Apple has sharpened its rhetoric against European regulators, accusing “bureaucrats in Brussels” of trying to dismantle the tightly integrated ecosystem it says delivers a “magical, innovative experience.” Senior vice-president Greg Joswiak warned of a “serious threat” in Europe as the company rolls out new products, arguing that Apple’s end-to-end control of hardware and software ensures safety, privacy and reliability for users.
Brussels sees the same design philosophy as a competitive choke point. After years of clashes, the European Commission fined Apple €500m in April for App Store practices it deemed anti-competitive and is enforcing the Digital Markets Act (DMA), a 2022 law applying from 2024 that targets dominant “gatekeepers.” For Apple, the DMA’s headline demands are interoperability: third-party headphones should work with iPhones with feature parity; non-Apple smartwatches must be able to receive iPhone notifications; and rival platforms should be able to send and accept content with AirDrop-like convenience.

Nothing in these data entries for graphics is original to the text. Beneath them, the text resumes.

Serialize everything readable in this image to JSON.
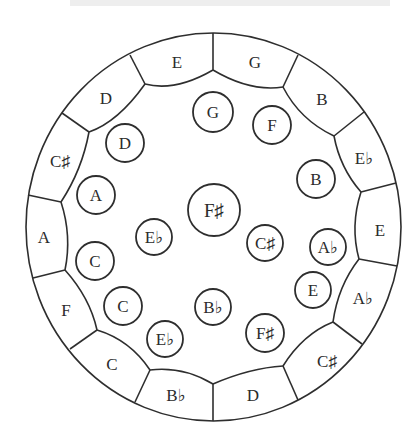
{
  "figure": {
    "outer_ring": {
      "segments": [
        {
          "label": "E",
          "x": 177,
          "y": 62
        },
        {
          "label": "G",
          "x": 255,
          "y": 62
        },
        {
          "label": "B",
          "x": 322,
          "y": 99
        },
        {
          "label": "E♭",
          "x": 364,
          "y": 158
        },
        {
          "label": "E",
          "x": 380,
          "y": 230
        },
        {
          "label": "A♭",
          "x": 363,
          "y": 298
        },
        {
          "label": "C♯",
          "x": 327,
          "y": 361
        },
        {
          "label": "D",
          "x": 253,
          "y": 395
        },
        {
          "label": "B♭",
          "x": 176,
          "y": 395
        },
        {
          "label": "C",
          "x": 112,
          "y": 364
        },
        {
          "label": "F",
          "x": 66,
          "y": 310
        },
        {
          "label": "A",
          "x": 44,
          "y": 237
        },
        {
          "label": "C♯",
          "x": 60,
          "y": 161
        },
        {
          "label": "D",
          "x": 106,
          "y": 98
        }
      ]
    },
    "inner_notes": [
      {
        "label": "G",
        "x": 213,
        "y": 112,
        "r": 20
      },
      {
        "label": "F",
        "x": 272,
        "y": 125,
        "r": 19
      },
      {
        "label": "D",
        "x": 125,
        "y": 143,
        "r": 19
      },
      {
        "label": "B",
        "x": 316,
        "y": 179,
        "r": 19
      },
      {
        "label": "A",
        "x": 96,
        "y": 195,
        "r": 19
      },
      {
        "label": "F♯",
        "x": 214,
        "y": 210,
        "r": 26
      },
      {
        "label": "E♭",
        "x": 154,
        "y": 237,
        "r": 18
      },
      {
        "label": "C♯",
        "x": 265,
        "y": 243,
        "r": 18
      },
      {
        "label": "A♭",
        "x": 328,
        "y": 247,
        "r": 18
      },
      {
        "label": "C",
        "x": 95,
        "y": 261,
        "r": 19
      },
      {
        "label": "E",
        "x": 313,
        "y": 290,
        "r": 18
      },
      {
        "label": "C",
        "x": 123,
        "y": 306,
        "r": 19
      },
      {
        "label": "B♭",
        "x": 213,
        "y": 307,
        "r": 18
      },
      {
        "label": "F♯",
        "x": 265,
        "y": 333,
        "r": 19
      },
      {
        "label": "E♭",
        "x": 165,
        "y": 339,
        "r": 18
      }
    ],
    "colors": {
      "line": "#2e2e2e",
      "text": "#2b2b2b",
      "background": "#ffffff"
    }
  }
}
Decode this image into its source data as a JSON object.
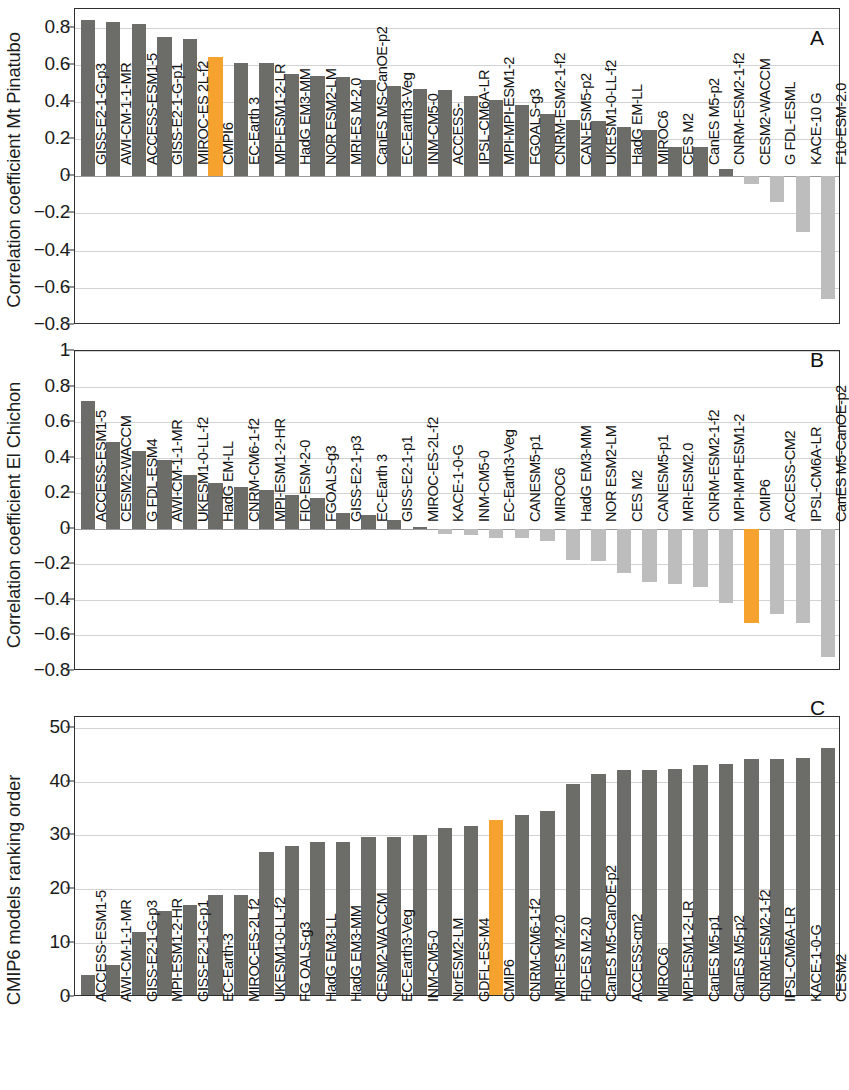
{
  "figure": {
    "colors": {
      "accent": "#f5a22e",
      "bar_dark": "#6c6c69",
      "bar_light": "#bdbdbd",
      "grid": "#d2d2d2",
      "axis": "#2f2f2f"
    },
    "highlight_series": "CMIP6"
  },
  "panels": [
    {
      "letter": "A",
      "ylabel": "Correlation coefficient Mt Pinatubo",
      "chart_data": {
        "type": "bar",
        "title": "",
        "xlabel": "",
        "ylabel": "Correlation coefficient Mt Pinatubo",
        "ylim": [
          -0.8,
          0.9
        ],
        "yticks": [
          0.8,
          0.6,
          0.4,
          0.2,
          0,
          -0.2,
          -0.4,
          -0.6,
          -0.8
        ],
        "ytick_labels": [
          "0.8",
          "0.6",
          "0.4",
          "0.2",
          "0",
          "−0.2",
          "−0.4",
          "−0.6",
          "−0.8"
        ],
        "grid": true,
        "legend": "none",
        "categories": [
          "GISS-E2-1-G-p3",
          "AWI-CM-1-1-MR",
          "ACCESS-ESM1-5",
          "GISS-E2-1-G-p1",
          "MIROC-ES 2L-f2",
          "CMPI6",
          "EC-Earth 3",
          "MPI-ESM1-2-LR",
          "HadG EM3-MM",
          "NOR ESM2-LM",
          "MRI-ES M-2.0",
          "CanES MS-CanOE-p2",
          "EC-Earth3-Veg",
          "INM-CM5-0",
          "ACCESS-",
          "IPSL-CM6A-LR",
          "MPI-MPI-ESM1-2",
          "FGOALS-g3",
          "CNRM-ESM2-1-f2",
          "CAN-ESM5-p2",
          "UKESM1-0-LL-f2",
          "HadG EM-LL",
          "MIROC6",
          "CES M2",
          "CanES M5-p2",
          "CNRM-ESM2-1-f2",
          "CESM2-WACCM",
          "G FDL-ESML",
          "KACE-10 G",
          "F10-ESM-2.0"
        ],
        "values": [
          0.84,
          0.83,
          0.82,
          0.75,
          0.74,
          0.64,
          0.61,
          0.61,
          0.55,
          0.54,
          0.535,
          0.52,
          0.485,
          0.47,
          0.465,
          0.43,
          0.41,
          0.385,
          0.335,
          0.305,
          0.3,
          0.265,
          0.25,
          0.16,
          0.155,
          0.04,
          -0.04,
          -0.14,
          -0.3,
          -0.66
        ],
        "bar_styles": [
          "dark",
          "dark",
          "dark",
          "dark",
          "dark",
          "accent",
          "dark",
          "dark",
          "dark",
          "dark",
          "dark",
          "dark",
          "dark",
          "dark",
          "dark",
          "dark",
          "dark",
          "dark",
          "dark",
          "dark",
          "dark",
          "dark",
          "dark",
          "dark",
          "dark",
          "dark",
          "light",
          "light",
          "light",
          "light"
        ]
      }
    },
    {
      "letter": "B",
      "ylabel": "Correlation coefficient El Chichon",
      "chart_data": {
        "type": "bar",
        "title": "",
        "xlabel": "",
        "ylabel": "Correlation coefficient El Chichon",
        "ylim": [
          -0.8,
          1.0
        ],
        "yticks": [
          1,
          0.8,
          0.6,
          0.4,
          0.2,
          0,
          -0.2,
          -0.4,
          -0.6,
          -0.8
        ],
        "ytick_labels": [
          "1",
          "0.8",
          "0.6",
          "0.4",
          "0.2",
          "0",
          "−0.2",
          "−0.4",
          "−0.6",
          "−0.8"
        ],
        "grid": true,
        "legend": "none",
        "categories": [
          "ACCESS-ESM1-5",
          "CESM2-WACCM",
          "G FDL-ESM4",
          "AWI-CM-1-1-MR",
          "UKESM1-0-LL-f2",
          "HadG EM-LL",
          "CNRM-CM6-1-f2",
          "MPI-ESM1-2-HR",
          "FIO-ESM-2-0",
          "FGOALS-g3",
          "GISS-E2-1-p3",
          "EC-Earth 3",
          "GISS-E2-1-p1",
          "MIROC-ES-2L-f2",
          "KACE-1-0-G",
          "INM-CM5-0",
          "EC-Earth3-Veg",
          "CANESM5-p1",
          "MIROC6",
          "HadG EM3-MM",
          "NOR ESM2-LM",
          "CES M2",
          "CANESM5-p1",
          "MRI-ESM2.0",
          "CNRM-ESM2-1-f2",
          "MPI-MPI-ESM1-2",
          "CMIP6",
          "ACCESS-CM2",
          "IPSL-CM6A-LR",
          "CanES M5-CanOE-p2"
        ],
        "values": [
          0.72,
          0.49,
          0.435,
          0.385,
          0.3,
          0.26,
          0.235,
          0.22,
          0.19,
          0.175,
          0.09,
          0.08,
          0.05,
          0.01,
          -0.03,
          -0.035,
          -0.05,
          -0.05,
          -0.07,
          -0.175,
          -0.18,
          -0.25,
          -0.3,
          -0.31,
          -0.33,
          -0.42,
          -0.53,
          -0.48,
          -0.53,
          -0.72
        ],
        "bar_styles": [
          "dark",
          "dark",
          "dark",
          "dark",
          "dark",
          "dark",
          "dark",
          "dark",
          "dark",
          "dark",
          "dark",
          "dark",
          "dark",
          "dark",
          "light",
          "light",
          "light",
          "light",
          "light",
          "light",
          "light",
          "light",
          "light",
          "light",
          "light",
          "light",
          "accent",
          "light",
          "light",
          "light"
        ]
      }
    },
    {
      "letter": "C",
      "ylabel": "CMIP6 models ranking order",
      "chart_data": {
        "type": "bar",
        "title": "",
        "xlabel": "",
        "ylabel": "CMIP6 models ranking order",
        "ylim": [
          0,
          52
        ],
        "yticks": [
          50,
          40,
          30,
          20,
          10,
          0
        ],
        "ytick_labels": [
          "50",
          "40",
          "30",
          "20",
          "10",
          "0"
        ],
        "grid": true,
        "legend": "none",
        "categories": [
          "ACCESS-ESM1-5",
          "AWI-CM-1-1-MR",
          "GISS-E2-1-G-p3",
          "MPI-ESM1-2-HR",
          "GISS-E2-1-G-p1",
          "EC-Earth-3",
          "MIROC-ES-2L f2",
          "UKESM1-0-LL-f2",
          "FG OALS-g3",
          "HadG EM3-LL",
          "HadG EM3-MM",
          "CESM2-WA CCM",
          "EC-Earth3-Veg",
          "INM-CM5-0",
          "NorESM2-LM",
          "GDFL-ES-M4",
          "CMIP6",
          "CNRM-CM6-1-f2",
          "MRI-ES M-2.0",
          "FIO-ES M-2.0",
          "CanES M5-CanOE-p2",
          "ACCESS-cm2",
          "MIROC6",
          "MPI-ESM1-2-LR",
          "CanES M5-p1",
          "CanES M5-p2",
          "CNRM-ESM2-1-f2",
          "IPSL-CM6A-LR",
          "KACE-1-0-G",
          "CESM2"
        ],
        "values": [
          4,
          6,
          12,
          16,
          17,
          19,
          19,
          27,
          28,
          28.8,
          28.8,
          29.8,
          29.8,
          30,
          31.3,
          31.8,
          32.8,
          33.8,
          34.5,
          39.5,
          41.5,
          42.2,
          42.2,
          42.3,
          43,
          43.3,
          44.2,
          44.2,
          44.3,
          46.3
        ],
        "bar_styles": [
          "dark",
          "dark",
          "dark",
          "dark",
          "dark",
          "dark",
          "dark",
          "dark",
          "dark",
          "dark",
          "dark",
          "dark",
          "dark",
          "dark",
          "dark",
          "dark",
          "accent",
          "dark",
          "dark",
          "dark",
          "dark",
          "dark",
          "dark",
          "dark",
          "dark",
          "dark",
          "dark",
          "dark",
          "dark",
          "dark"
        ]
      }
    }
  ]
}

Consumer advocates say this is overdue. Sébastien Pant of BEUC calls the DMA a way to tackle the “walled garden problem,” increasing choice and enabling devices to “talk to one another.” Apple counters that forced openness risks degrading privacy, security and product integrity. The company has already delayed or withheld features in Europe, most visibly with AirPods Pro 3 and their Live Translation capability, which launched in the U.S. but not the EU. Apple says the feature depends on close coordination between AirPods microphones and the iPhone; opening the stack for other devices would require significant engineering to meet its standards.

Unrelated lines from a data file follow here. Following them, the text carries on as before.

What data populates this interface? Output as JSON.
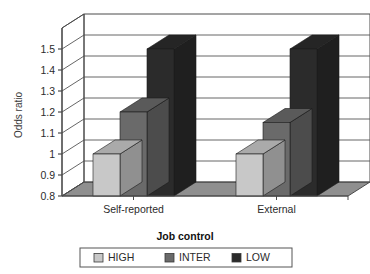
{
  "chart_data": {
    "type": "bar",
    "title": "",
    "xlabel": "Job control",
    "ylabel": "Odds ratio",
    "categories": [
      "Self-reported",
      "External"
    ],
    "series": [
      {
        "name": "HIGH",
        "values": [
          1.0,
          1.0
        ],
        "color": "#c8c8c8"
      },
      {
        "name": "INTER",
        "values": [
          1.2,
          1.15
        ],
        "color": "#6a6a6a"
      },
      {
        "name": "LOW",
        "values": [
          1.5,
          1.5
        ],
        "color": "#2b2b2b"
      }
    ],
    "ylim": [
      0.8,
      1.6
    ],
    "ytick_labels": [
      "0.8",
      "0.9",
      "1",
      "1.1",
      "1.2",
      "1.3",
      "1.4",
      "1.5"
    ],
    "ytick_values": [
      0.8,
      0.9,
      1.0,
      1.1,
      1.2,
      1.3,
      1.4,
      1.5
    ],
    "grid": true,
    "three_d": true,
    "legend_position": "bottom"
  },
  "axis": {
    "y_title": "Odds ratio",
    "x_title": "Job control",
    "tick_0": "0.8",
    "tick_1": "0.9",
    "tick_2": "1",
    "tick_3": "1.1",
    "tick_4": "1.2",
    "tick_5": "1.3",
    "tick_6": "1.4",
    "tick_7": "1.5",
    "cat_0": "Self-reported",
    "cat_1": "External"
  },
  "legend": {
    "items": [
      {
        "label": "HIGH",
        "color": "#c8c8c8"
      },
      {
        "label": "INTER",
        "color": "#6a6a6a"
      },
      {
        "label": "LOW",
        "color": "#2b2b2b"
      }
    ],
    "item_0_label": "HIGH",
    "item_1_label": "INTER",
    "item_2_label": "LOW"
  },
  "colors": {
    "high": "#c8c8c8",
    "inter": "#6a6a6a",
    "low": "#2b2b2b",
    "floor": "#8f8f8f",
    "axis": "#4a4a4a",
    "grid": "#555555",
    "background": "#ffffff"
  }
}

Regulatory pressure is broadening. The Commission last week rejected Apple’s bid to roll back much of its interoperability order, while in the UK the Competition and Markets Authority is advancing rulemaking that mirrors parts of the DMA—prompting Apple to warn London not to “follow the EU’s lead.” Joswiak alleges Europe is “creating a worse experience” for users, undermining innovation and infringing intellectual property.
Apple is not alone in recalibrating for European rules. Meta delayed the EU launch of Threads to align with data-use obligations, and Apple previously postponed its AI-focused Apple Intelligence rollout in the bloc. The standoff boils down to two visions: Apple’s curated, vertically integrated model versus the EU’s competition-first framework that prioritizes interoperability. Until courts or technical compromises resolve that tension, European users should expect occasional delays—and a louder public fight over who defines the “best” user experience.